Martín Santiváñez, researcher of the Navarra Center for International Development
Ratzinger and Latin America
Latin America cannot be understood without Christianity. From Mexico to Tierra del Fuego, the Catholic Church has contributed in a decisive way to form a living synthesis of cultures, a spiritual crossbreeding that is embodied in all the material ramifications of Latin life. There is a religious principle that unites the continent, over and above national differences. Neither artificially assembled ideological blocs, nor more or less effective technocratic projects have been able to match the solidary imprint of the Christian ethos, an essential substratum for political integration, that old dream we have been cherishing since the Bolivarian Amphictyony.
A continent prone to ideological romanticism has created, throughout its history, a tradition that extols political messianism as a path to social redemption. Krauze has just reminded us of this, and long before him, the nourished Arielist literature that appealed to positivism in pursuit of more "scientific" solutions. The subsequent irruption and the solitary dominance that Marxism and its derivations have exercised in recent decades in the Latin American academy consolidated the close link between cessationist politics and utopian voluntarism. Thus, political messianism is part of Latin civic culture.
Ratzinger's trip to Mexico and Cuba took place in this context. One of the constants in the Pope's intellectual production is his denunciation of ideological messianisms. From his magnificent thesis of habilitation(The Theology of the History of St. Bonaventure) to The Unity of Nations; Church, Ecumenism and Politics or Truth, Values, Power. Touchstones of pluralistic society, the man who visit Latin America has been a staunch defender of freedom against absolutism. In his autobiography, written in 1977, Ratzinger denounced the dangers of Marxist messianism that preserves religious fervor by substituting God for the political action of the individual. For the future Pope, the place of God was replaced "by the totalitarianism of an atheistic cult that is ready to sacrifice all humanity to its false god". Ratzinger never hesitated to combat it: "I have seen without veils the cruel face of this atheistic devotion, the psychological terror, the unbridled abandonment of any moral reflection, considered as a bourgeois residue, where the question was the ideological end".

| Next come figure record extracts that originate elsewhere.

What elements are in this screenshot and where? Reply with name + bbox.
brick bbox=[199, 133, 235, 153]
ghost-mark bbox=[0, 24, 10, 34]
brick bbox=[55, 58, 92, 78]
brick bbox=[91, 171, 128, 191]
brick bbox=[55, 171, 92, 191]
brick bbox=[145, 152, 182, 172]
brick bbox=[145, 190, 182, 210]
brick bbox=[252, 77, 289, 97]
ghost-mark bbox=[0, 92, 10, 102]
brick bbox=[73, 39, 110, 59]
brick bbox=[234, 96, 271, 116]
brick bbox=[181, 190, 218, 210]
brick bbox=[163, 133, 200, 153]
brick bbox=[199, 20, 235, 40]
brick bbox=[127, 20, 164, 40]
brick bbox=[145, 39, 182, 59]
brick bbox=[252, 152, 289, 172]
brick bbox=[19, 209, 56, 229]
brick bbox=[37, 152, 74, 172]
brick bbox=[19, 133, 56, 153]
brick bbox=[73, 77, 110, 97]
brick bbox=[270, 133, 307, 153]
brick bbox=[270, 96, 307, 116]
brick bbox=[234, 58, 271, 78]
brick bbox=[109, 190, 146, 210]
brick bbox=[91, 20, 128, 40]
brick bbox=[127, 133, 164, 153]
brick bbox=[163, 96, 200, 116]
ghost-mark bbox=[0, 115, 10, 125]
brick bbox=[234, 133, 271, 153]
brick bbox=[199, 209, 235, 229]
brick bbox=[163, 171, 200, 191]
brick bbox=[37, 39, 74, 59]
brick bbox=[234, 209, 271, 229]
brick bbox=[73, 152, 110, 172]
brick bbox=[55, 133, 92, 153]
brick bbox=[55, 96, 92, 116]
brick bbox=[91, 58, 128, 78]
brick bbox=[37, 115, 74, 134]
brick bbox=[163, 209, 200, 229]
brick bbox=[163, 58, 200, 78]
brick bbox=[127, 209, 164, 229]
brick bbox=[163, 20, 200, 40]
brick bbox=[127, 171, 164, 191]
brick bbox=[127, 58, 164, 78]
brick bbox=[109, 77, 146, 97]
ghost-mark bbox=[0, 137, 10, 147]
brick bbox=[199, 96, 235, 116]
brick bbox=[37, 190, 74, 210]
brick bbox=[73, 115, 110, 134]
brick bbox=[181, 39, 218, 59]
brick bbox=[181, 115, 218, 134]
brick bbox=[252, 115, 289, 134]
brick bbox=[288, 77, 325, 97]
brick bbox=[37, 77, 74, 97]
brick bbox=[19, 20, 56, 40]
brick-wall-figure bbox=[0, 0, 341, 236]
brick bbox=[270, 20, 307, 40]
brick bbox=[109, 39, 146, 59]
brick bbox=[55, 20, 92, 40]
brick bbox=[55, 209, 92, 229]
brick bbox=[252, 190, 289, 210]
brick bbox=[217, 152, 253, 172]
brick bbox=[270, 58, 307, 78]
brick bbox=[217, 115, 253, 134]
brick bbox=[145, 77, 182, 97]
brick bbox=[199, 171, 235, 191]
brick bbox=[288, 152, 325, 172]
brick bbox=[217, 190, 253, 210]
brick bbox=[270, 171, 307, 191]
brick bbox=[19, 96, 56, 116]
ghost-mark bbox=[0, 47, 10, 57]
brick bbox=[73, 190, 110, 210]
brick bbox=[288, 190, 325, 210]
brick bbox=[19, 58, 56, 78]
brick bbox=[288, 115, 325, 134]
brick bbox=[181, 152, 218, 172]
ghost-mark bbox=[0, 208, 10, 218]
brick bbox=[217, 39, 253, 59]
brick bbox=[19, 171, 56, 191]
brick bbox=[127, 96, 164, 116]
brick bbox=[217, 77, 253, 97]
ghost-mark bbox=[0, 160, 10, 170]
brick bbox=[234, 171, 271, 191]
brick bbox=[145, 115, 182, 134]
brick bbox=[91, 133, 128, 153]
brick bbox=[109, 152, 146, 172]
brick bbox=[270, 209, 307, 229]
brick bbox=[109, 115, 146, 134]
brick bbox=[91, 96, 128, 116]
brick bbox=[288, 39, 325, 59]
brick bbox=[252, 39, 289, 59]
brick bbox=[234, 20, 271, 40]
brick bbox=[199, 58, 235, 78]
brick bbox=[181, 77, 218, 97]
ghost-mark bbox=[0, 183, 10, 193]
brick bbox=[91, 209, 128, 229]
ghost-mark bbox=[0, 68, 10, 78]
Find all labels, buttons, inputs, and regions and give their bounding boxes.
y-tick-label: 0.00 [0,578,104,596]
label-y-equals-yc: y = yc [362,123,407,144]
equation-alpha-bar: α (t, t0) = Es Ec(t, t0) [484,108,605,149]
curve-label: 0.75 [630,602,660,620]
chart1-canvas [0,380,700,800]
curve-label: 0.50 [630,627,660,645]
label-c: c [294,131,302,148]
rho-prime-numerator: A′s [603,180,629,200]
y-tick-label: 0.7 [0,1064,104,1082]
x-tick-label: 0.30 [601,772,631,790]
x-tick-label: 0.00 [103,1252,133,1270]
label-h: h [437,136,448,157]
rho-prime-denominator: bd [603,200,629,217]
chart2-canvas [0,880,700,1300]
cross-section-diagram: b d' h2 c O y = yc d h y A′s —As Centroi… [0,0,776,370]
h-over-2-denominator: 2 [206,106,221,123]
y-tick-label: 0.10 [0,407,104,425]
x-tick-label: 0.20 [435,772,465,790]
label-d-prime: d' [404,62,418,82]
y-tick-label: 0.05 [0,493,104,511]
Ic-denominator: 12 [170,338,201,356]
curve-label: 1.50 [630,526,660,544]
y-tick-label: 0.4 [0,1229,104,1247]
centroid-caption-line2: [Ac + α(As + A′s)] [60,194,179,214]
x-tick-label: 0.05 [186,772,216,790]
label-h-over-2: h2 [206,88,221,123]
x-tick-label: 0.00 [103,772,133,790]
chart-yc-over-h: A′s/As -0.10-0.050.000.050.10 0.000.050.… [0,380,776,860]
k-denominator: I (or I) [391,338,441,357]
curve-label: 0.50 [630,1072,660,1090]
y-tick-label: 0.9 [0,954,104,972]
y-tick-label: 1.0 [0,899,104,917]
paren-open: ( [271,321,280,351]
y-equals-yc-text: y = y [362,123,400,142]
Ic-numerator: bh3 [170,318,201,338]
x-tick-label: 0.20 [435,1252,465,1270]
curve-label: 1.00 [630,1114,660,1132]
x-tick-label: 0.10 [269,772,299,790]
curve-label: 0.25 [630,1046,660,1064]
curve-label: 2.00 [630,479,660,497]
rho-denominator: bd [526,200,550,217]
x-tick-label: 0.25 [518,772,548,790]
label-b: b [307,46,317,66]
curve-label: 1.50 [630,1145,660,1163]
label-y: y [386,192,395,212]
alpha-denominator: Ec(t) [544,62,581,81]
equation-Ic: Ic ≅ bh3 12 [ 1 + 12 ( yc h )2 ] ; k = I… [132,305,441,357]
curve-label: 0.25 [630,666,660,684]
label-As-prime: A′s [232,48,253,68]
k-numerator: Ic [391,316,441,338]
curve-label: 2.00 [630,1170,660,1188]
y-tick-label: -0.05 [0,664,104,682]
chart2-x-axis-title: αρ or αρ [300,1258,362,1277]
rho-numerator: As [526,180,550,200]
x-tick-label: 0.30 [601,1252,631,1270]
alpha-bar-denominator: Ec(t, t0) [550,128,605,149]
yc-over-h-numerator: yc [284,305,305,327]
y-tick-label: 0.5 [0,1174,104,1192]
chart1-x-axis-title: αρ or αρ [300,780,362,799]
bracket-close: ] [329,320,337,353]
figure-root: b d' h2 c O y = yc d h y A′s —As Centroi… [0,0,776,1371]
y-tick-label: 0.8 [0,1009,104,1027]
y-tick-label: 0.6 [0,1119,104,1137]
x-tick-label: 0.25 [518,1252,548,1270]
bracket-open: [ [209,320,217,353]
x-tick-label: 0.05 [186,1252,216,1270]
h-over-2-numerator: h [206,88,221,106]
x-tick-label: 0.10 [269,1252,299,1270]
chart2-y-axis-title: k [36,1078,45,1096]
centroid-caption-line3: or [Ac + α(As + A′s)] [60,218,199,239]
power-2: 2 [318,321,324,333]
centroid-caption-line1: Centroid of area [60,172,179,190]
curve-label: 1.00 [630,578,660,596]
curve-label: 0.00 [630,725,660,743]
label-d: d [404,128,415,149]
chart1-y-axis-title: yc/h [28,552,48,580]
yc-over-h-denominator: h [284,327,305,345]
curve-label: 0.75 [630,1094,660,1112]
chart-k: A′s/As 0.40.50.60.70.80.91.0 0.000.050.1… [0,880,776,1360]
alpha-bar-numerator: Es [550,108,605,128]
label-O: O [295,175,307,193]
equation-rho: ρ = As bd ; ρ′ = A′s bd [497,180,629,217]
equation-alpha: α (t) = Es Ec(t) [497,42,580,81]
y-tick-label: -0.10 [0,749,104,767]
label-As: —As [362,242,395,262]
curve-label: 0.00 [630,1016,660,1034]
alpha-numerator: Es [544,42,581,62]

Political messianism, in Mexico, built the philanthropic ogre denounced by Octavio Paz, a corrupt Leviathan unable to stop the Cainite violence of drug trafficking. A sector of the Mexican partitocracy is determined to resurrect the Jacobin deviation that did so much damage in the past. And in Cuba, messianism sustains a sacralized, monist State, which subjugates the population by appealing to ideological premises that Benedict XVI denounces as useless. The solution to these evils is freedom. Freedom in all spheres, including religious freedom. A society created etsi Deus non daretur annuls the value substratum of institutions. And without values, democracy is lost. For this reason, the Pope comes to Latin America not only to confirm Christians in the faith. He also comes to remind us that the moral crisis is at the root of social problems and to proclaim the need for freedom manager to curb the omnipotence of absolute States. Twenty years ago, the then Cardinal Ratzinger wrote that "all the power of the Papacy is the power of conscience". Today, the hope-filled voice of the papal conscience speaks out in a scenario of fratricidal violence and ideological totalitarianism. Hopefully, we Latinos know how to listen.